The notebook 30.pointers-and-memory-management/20.python.list-reference.ipynb sets up an excellent pedagogical hook: the Python [one_row] * n_row aliasing pattern (where one inner list gets referenced 10 times) is exactly the right entry point for introducing reference semantics in a language students already know. The predict-before-run prompts in cells 12 and 17 ("What do you think happened?" / "Why the result is different this time?") are pedagogically strong.
However, the notebook stops at the exercise prompt (cell 24):
"Write two C/C++ programs that respectively regenerate python results above."
without providing the C++ side of the bridge. Students are left to make the cross-language connection on their own — exactly the connection the notebook's title (python.list-reference) and structure promise to deliver.
Suggested addition (~3-4 hours of work)
Add a new section after the Python observations (around cell 22, before the exercise) that:
-
Writes the equivalent C++ programs — one with raw int** showing the aliasing bug parallel; one with std::vector<std::vector<double>> showing the safe modern equivalent.
-
Translates the is / id() mental model to C++ — Python a is b corresponds to C++ &a == &b for the aliasing case. Show this with cout << &matrix[0] << " == " << &matrix[1] << '\n'; parallel.
-
Names the analogy explicitly with a side-by-side table:
| Python |
C/C++ |
What it means |
b = a (list) |
int *b = a; |
Both point to same memory |
b = a.copy() |
std::vector<int> b = a; |
Deep copy |
a is b |
&a[0] == &b[0] |
Same memory? |
-
Connects to "shallow vs deep copy" as a named concept that bridges both languages.
-
Closes with a "predict before run" mission parallel to the Python exercises.
Why this matters
This notebook contains the single most pedagogically unique idea in the repo — using Python as the anchor for C++ pointer semantics. As-is, it's a sketch of the bridge rather than the bridge itself. Completing it would make this the most powerful piece of the Ch 30 supplement-for-freshmen role discussed in 2026-05-20 session evaluation.
Context
Tagged freshman-audience because completing this bridge is specifically what makes the chapter useful for post-Python freshmen (rather than the graduate audience the chapter was originally written for).
The notebook
30.pointers-and-memory-management/20.python.list-reference.ipynbsets up an excellent pedagogical hook: the Python[one_row] * n_rowaliasing pattern (where one inner list gets referenced 10 times) is exactly the right entry point for introducing reference semantics in a language students already know. The predict-before-run prompts in cells 12 and 17 ("What do you think happened?" / "Why the result is different this time?") are pedagogically strong.However, the notebook stops at the exercise prompt (cell 24):
without providing the C++ side of the bridge. Students are left to make the cross-language connection on their own — exactly the connection the notebook's title (
python.list-reference) and structure promise to deliver.Suggested addition (~3-4 hours of work)
Add a new section after the Python observations (around cell 22, before the exercise) that:
Writes the equivalent C++ programs — one with raw
int**showing the aliasing bug parallel; one withstd::vector<std::vector<double>>showing the safe modern equivalent.Translates the
is/id()mental model to C++ —Python a is bcorresponds toC++ &a == &bfor the aliasing case. Show this withcout << &matrix[0] << " == " << &matrix[1] << '\n';parallel.Names the analogy explicitly with a side-by-side table:
b = a(list)int *b = a;b = a.copy()std::vector<int> b = a;a is b&a[0] == &b[0]Connects to "shallow vs deep copy" as a named concept that bridges both languages.
Closes with a "predict before run" mission parallel to the Python exercises.
Why this matters
This notebook contains the single most pedagogically unique idea in the repo — using Python as the anchor for C++ pointer semantics. As-is, it's a sketch of the bridge rather than the bridge itself. Completing it would make this the most powerful piece of the Ch 30 supplement-for-freshmen role discussed in 2026-05-20 session evaluation.
Context
Tagged
freshman-audiencebecause completing this bridge is specifically what makes the chapter useful for post-Python freshmen (rather than the graduate audience the chapter was originally written for).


* REQUIRED WORK
The lines you need are those holding the word "image"; pull them from the material.

Segment Open

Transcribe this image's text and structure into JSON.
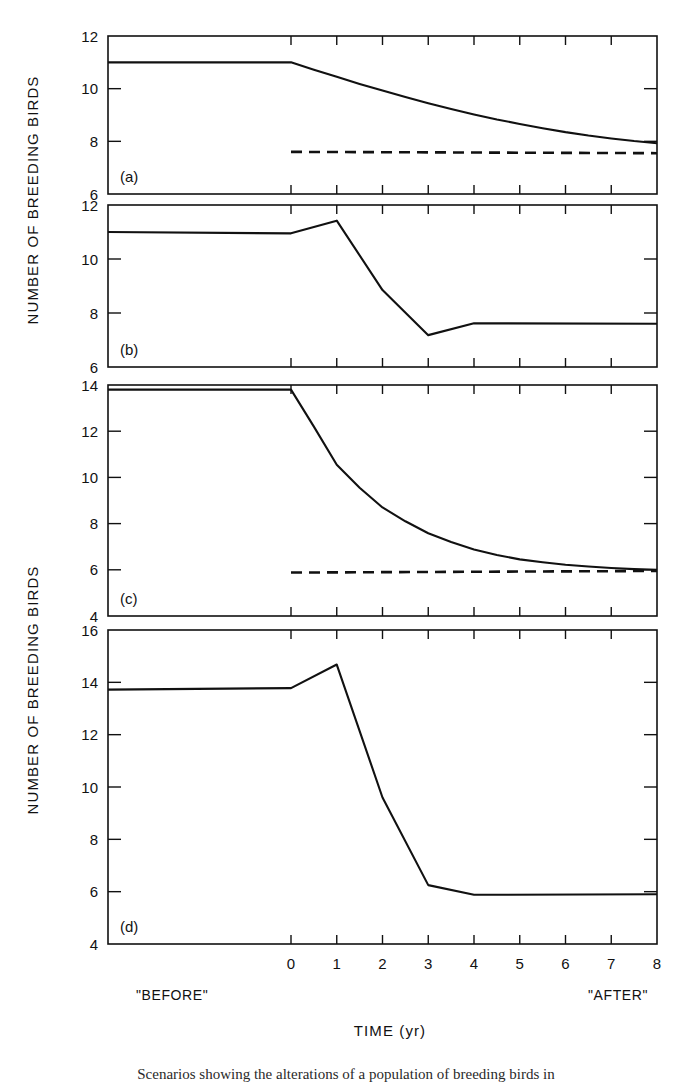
{
  "figure": {
    "ylabel_top": "NUMBER OF BREEDING BIRDS",
    "ylabel_bottom": "NUMBER OF BREEDING BIRDS",
    "xlabel": "TIME (yr)",
    "before_label": "\"BEFORE\"",
    "after_label": "\"AFTER\"",
    "caption": "Scenarios showing the alterations of a population of breeding birds in",
    "ink_color": "#111111",
    "background_color": "#ffffff"
  },
  "chart_data": [
    {
      "type": "line",
      "panel": "(a)",
      "title": "",
      "xlabel": "TIME (yr)",
      "ylabel": "NUMBER OF BREEDING BIRDS",
      "xlim": [
        -4,
        8
      ],
      "ylim": [
        6,
        12
      ],
      "xticks": [
        0,
        1,
        2,
        3,
        4,
        5,
        6,
        7,
        8
      ],
      "xticklabels": [
        "",
        "",
        "",
        "",
        "",
        "",
        "",
        "",
        ""
      ],
      "yticks": [
        6,
        8,
        10,
        12
      ],
      "yticklabels": [
        "6",
        "8",
        "10",
        "12"
      ],
      "grid": false,
      "series": [
        {
          "name": "population",
          "style": "solid",
          "x": [
            -4,
            -3,
            -2,
            -1,
            0,
            0.5,
            1,
            1.5,
            2,
            2.5,
            3,
            3.5,
            4,
            4.5,
            5,
            5.5,
            6,
            6.5,
            7,
            7.5,
            8
          ],
          "values": [
            11.0,
            11.0,
            11.0,
            11.0,
            11.0,
            10.72,
            10.45,
            10.18,
            9.93,
            9.68,
            9.45,
            9.23,
            9.02,
            8.83,
            8.66,
            8.5,
            8.35,
            8.22,
            8.11,
            8.01,
            7.93
          ]
        },
        {
          "name": "new-equilibrium",
          "style": "dashed",
          "x": [
            0,
            8
          ],
          "values": [
            7.6,
            7.55
          ]
        }
      ]
    },
    {
      "type": "line",
      "panel": "(b)",
      "title": "",
      "xlabel": "TIME (yr)",
      "ylabel": "NUMBER OF BREEDING BIRDS",
      "xlim": [
        -4,
        8
      ],
      "ylim": [
        6,
        12
      ],
      "xticks": [
        0,
        1,
        2,
        3,
        4,
        5,
        6,
        7,
        8
      ],
      "xticklabels": [
        "",
        "",
        "",
        "",
        "",
        "",
        "",
        "",
        ""
      ],
      "yticks": [
        6,
        8,
        10,
        12
      ],
      "yticklabels": [
        "6",
        "8",
        "10",
        "12"
      ],
      "grid": false,
      "series": [
        {
          "name": "population",
          "style": "solid",
          "x": [
            -4,
            0,
            1,
            2,
            3,
            4,
            8
          ],
          "values": [
            11.0,
            10.95,
            11.42,
            8.85,
            7.18,
            7.62,
            7.6
          ]
        }
      ]
    },
    {
      "type": "line",
      "panel": "(c)",
      "title": "",
      "xlabel": "TIME (yr)",
      "ylabel": "NUMBER OF BREEDING BIRDS",
      "xlim": [
        -4,
        8
      ],
      "ylim": [
        4,
        14
      ],
      "xticks": [
        0,
        1,
        2,
        3,
        4,
        5,
        6,
        7,
        8
      ],
      "xticklabels": [
        "",
        "",
        "",
        "",
        "",
        "",
        "",
        "",
        ""
      ],
      "yticks": [
        4,
        6,
        8,
        10,
        12,
        14
      ],
      "yticklabels": [
        "4",
        "6",
        "8",
        "10",
        "12",
        "14"
      ],
      "grid": false,
      "series": [
        {
          "name": "population",
          "style": "solid",
          "x": [
            -4,
            -3,
            -2,
            -1,
            0,
            0.5,
            1,
            1.5,
            2,
            2.5,
            3,
            3.5,
            4,
            4.5,
            5,
            5.5,
            6,
            6.5,
            7,
            7.5,
            8
          ],
          "values": [
            13.8,
            13.8,
            13.8,
            13.8,
            13.8,
            12.2,
            10.55,
            9.55,
            8.7,
            8.1,
            7.58,
            7.2,
            6.88,
            6.64,
            6.45,
            6.33,
            6.22,
            6.14,
            6.08,
            6.03,
            6.0
          ]
        },
        {
          "name": "new-equilibrium",
          "style": "dashed",
          "x": [
            0,
            8
          ],
          "values": [
            5.88,
            5.95
          ]
        }
      ]
    },
    {
      "type": "line",
      "panel": "(d)",
      "title": "",
      "xlabel": "TIME (yr)",
      "ylabel": "NUMBER OF BREEDING BIRDS",
      "xlim": [
        -4,
        8
      ],
      "ylim": [
        4,
        16
      ],
      "xticks": [
        0,
        1,
        2,
        3,
        4,
        5,
        6,
        7,
        8
      ],
      "xticklabels": [
        "0",
        "1",
        "2",
        "3",
        "4",
        "5",
        "6",
        "7",
        "8"
      ],
      "yticks": [
        4,
        6,
        8,
        10,
        12,
        14,
        16
      ],
      "yticklabels": [
        "4",
        "6",
        "8",
        "10",
        "12",
        "14",
        "16"
      ],
      "grid": false,
      "series": [
        {
          "name": "population",
          "style": "solid",
          "x": [
            -4,
            0,
            1,
            2,
            3,
            4,
            8
          ],
          "values": [
            13.72,
            13.78,
            14.68,
            9.6,
            6.25,
            5.88,
            5.9
          ]
        }
      ]
    }
  ]
}
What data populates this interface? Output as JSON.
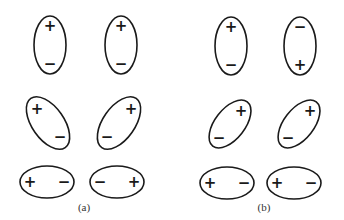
{
  "figure": {
    "panels": [
      {
        "label": "(a)",
        "label_pos": {
          "x": 84,
          "y": 207
        },
        "ellipses": [
          {
            "cx": 50,
            "cy": 45,
            "rx": 16,
            "ry": 29,
            "rot": 0,
            "signs": [
              {
                "text": "+",
                "dx": 0,
                "dy": -19
              },
              {
                "text": "−",
                "dx": 0,
                "dy": 19
              }
            ]
          },
          {
            "cx": 121,
            "cy": 45,
            "rx": 16,
            "ry": 29,
            "rot": 0,
            "signs": [
              {
                "text": "+",
                "dx": 0,
                "dy": -19
              },
              {
                "text": "−",
                "dx": 0,
                "dy": 19
              }
            ]
          },
          {
            "cx": 48,
            "cy": 123,
            "rx": 16,
            "ry": 30,
            "rot": -35,
            "signs": [
              {
                "text": "+",
                "dx": -11,
                "dy": -14
              },
              {
                "text": "−",
                "dx": 12,
                "dy": 14
              }
            ]
          },
          {
            "cx": 119,
            "cy": 123,
            "rx": 16,
            "ry": 30,
            "rot": 35,
            "signs": [
              {
                "text": "+",
                "dx": 12,
                "dy": -14
              },
              {
                "text": "−",
                "dx": -12,
                "dy": 14
              }
            ]
          },
          {
            "cx": 47,
            "cy": 182,
            "rx": 27,
            "ry": 16,
            "rot": 0,
            "signs": [
              {
                "text": "+",
                "dx": -17,
                "dy": 0
              },
              {
                "text": "−",
                "dx": 17,
                "dy": 0
              }
            ]
          },
          {
            "cx": 117,
            "cy": 182,
            "rx": 27,
            "ry": 16,
            "rot": 0,
            "signs": [
              {
                "text": "−",
                "dx": -17,
                "dy": 0
              },
              {
                "text": "+",
                "dx": 17,
                "dy": 0
              }
            ]
          }
        ]
      },
      {
        "label": "(b)",
        "label_pos": {
          "x": 264,
          "y": 207
        },
        "ellipses": [
          {
            "cx": 231,
            "cy": 46,
            "rx": 16,
            "ry": 29,
            "rot": 0,
            "signs": [
              {
                "text": "+",
                "dx": 0,
                "dy": -19
              },
              {
                "text": "−",
                "dx": 0,
                "dy": 19
              }
            ]
          },
          {
            "cx": 300,
            "cy": 46,
            "rx": 16,
            "ry": 29,
            "rot": 0,
            "signs": [
              {
                "text": "−",
                "dx": 0,
                "dy": -19
              },
              {
                "text": "+",
                "dx": 0,
                "dy": 19
              }
            ]
          },
          {
            "cx": 230,
            "cy": 124,
            "rx": 15,
            "ry": 28,
            "rot": 38,
            "signs": [
              {
                "text": "+",
                "dx": 11,
                "dy": -13
              },
              {
                "text": "−",
                "dx": -11,
                "dy": 14
              }
            ]
          },
          {
            "cx": 299,
            "cy": 124,
            "rx": 15,
            "ry": 28,
            "rot": 38,
            "signs": [
              {
                "text": "+",
                "dx": 11,
                "dy": -13
              },
              {
                "text": "−",
                "dx": -11,
                "dy": 14
              }
            ]
          },
          {
            "cx": 227,
            "cy": 183,
            "rx": 27,
            "ry": 16,
            "rot": 0,
            "signs": [
              {
                "text": "+",
                "dx": -17,
                "dy": 0
              },
              {
                "text": "−",
                "dx": 17,
                "dy": 0
              }
            ]
          },
          {
            "cx": 294,
            "cy": 183,
            "rx": 27,
            "ry": 16,
            "rot": 0,
            "signs": [
              {
                "text": "+",
                "dx": -17,
                "dy": 0
              },
              {
                "text": "−",
                "dx": 17,
                "dy": 0
              }
            ]
          }
        ]
      }
    ]
  }
}
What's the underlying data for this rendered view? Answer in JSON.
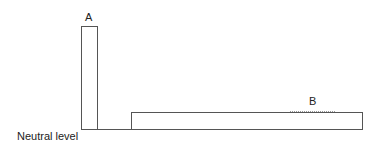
{
  "diagram": {
    "labels": {
      "column_a": "A",
      "column_b": "B",
      "baseline": "Neutral level"
    },
    "colors": {
      "stroke": "#555555",
      "background": "#ffffff",
      "text": "#222222"
    }
  }
}
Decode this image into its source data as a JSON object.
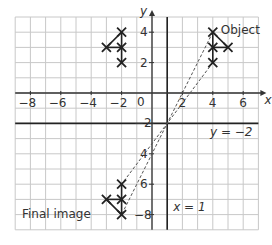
{
  "figure": {
    "axes": {
      "x_label": "x",
      "y_label": "y",
      "origin_label": "0",
      "x_ticks": [
        {
          "value": -8,
          "label": "−8"
        },
        {
          "value": -6,
          "label": "−6"
        },
        {
          "value": -4,
          "label": "−4"
        },
        {
          "value": -2,
          "label": "−2"
        },
        {
          "value": 2,
          "label": "2"
        },
        {
          "value": 4,
          "label": "4"
        },
        {
          "value": 6,
          "label": "6"
        }
      ],
      "y_ticks": [
        {
          "value": 4,
          "label": "4"
        },
        {
          "value": 2,
          "label": "2"
        },
        {
          "value": -2,
          "label": "−2"
        },
        {
          "value": -4,
          "label": "4"
        },
        {
          "value": -6,
          "label": "6"
        },
        {
          "value": -8,
          "label": "−8"
        }
      ],
      "x_range": [
        -9,
        7
      ],
      "y_range": [
        -9,
        5
      ]
    },
    "mirror_lines": [
      {
        "equation": "x = 1",
        "type": "vertical",
        "value": 1
      },
      {
        "equation": "y = −2",
        "type": "horizontal",
        "value": -2
      }
    ],
    "shapes": [
      {
        "name": "Object",
        "label": "Object",
        "points": [
          [
            4,
            4
          ],
          [
            4,
            3
          ],
          [
            5,
            3
          ],
          [
            4,
            2
          ]
        ]
      },
      {
        "name": "First image",
        "label": "",
        "points": [
          [
            -2,
            4
          ],
          [
            -2,
            3
          ],
          [
            -3,
            3
          ],
          [
            -2,
            2
          ]
        ]
      },
      {
        "name": "Final image",
        "label": "Final image",
        "points": [
          [
            -2,
            -8
          ],
          [
            -2,
            -7
          ],
          [
            -3,
            -7
          ],
          [
            -2,
            -6
          ]
        ]
      }
    ],
    "dashed_connectors": [
      {
        "from": [
          4,
          4
        ],
        "to": [
          -2,
          -8
        ]
      },
      {
        "from": [
          4,
          2
        ],
        "to": [
          -2,
          -6
        ]
      }
    ],
    "labels": {
      "object": "Object",
      "final_image": "Final image",
      "x_eq_1": "x = 1",
      "y_eq_neg2": "y = −2"
    },
    "colors": {
      "grid": "#c8c8c8",
      "axis": "#333333",
      "mirror": "#222222",
      "cross": "#222222",
      "dashed": "#555555"
    }
  }
}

Segment Closed

* OUTPUT FOR THIS TASK
Transcribe this image's text and structure into JSON.
Decode this image into its source data as a JSON object.
        "name": "First image",
        "name": "Final image",
        "label": "Final image",
      "final_image": "Final image",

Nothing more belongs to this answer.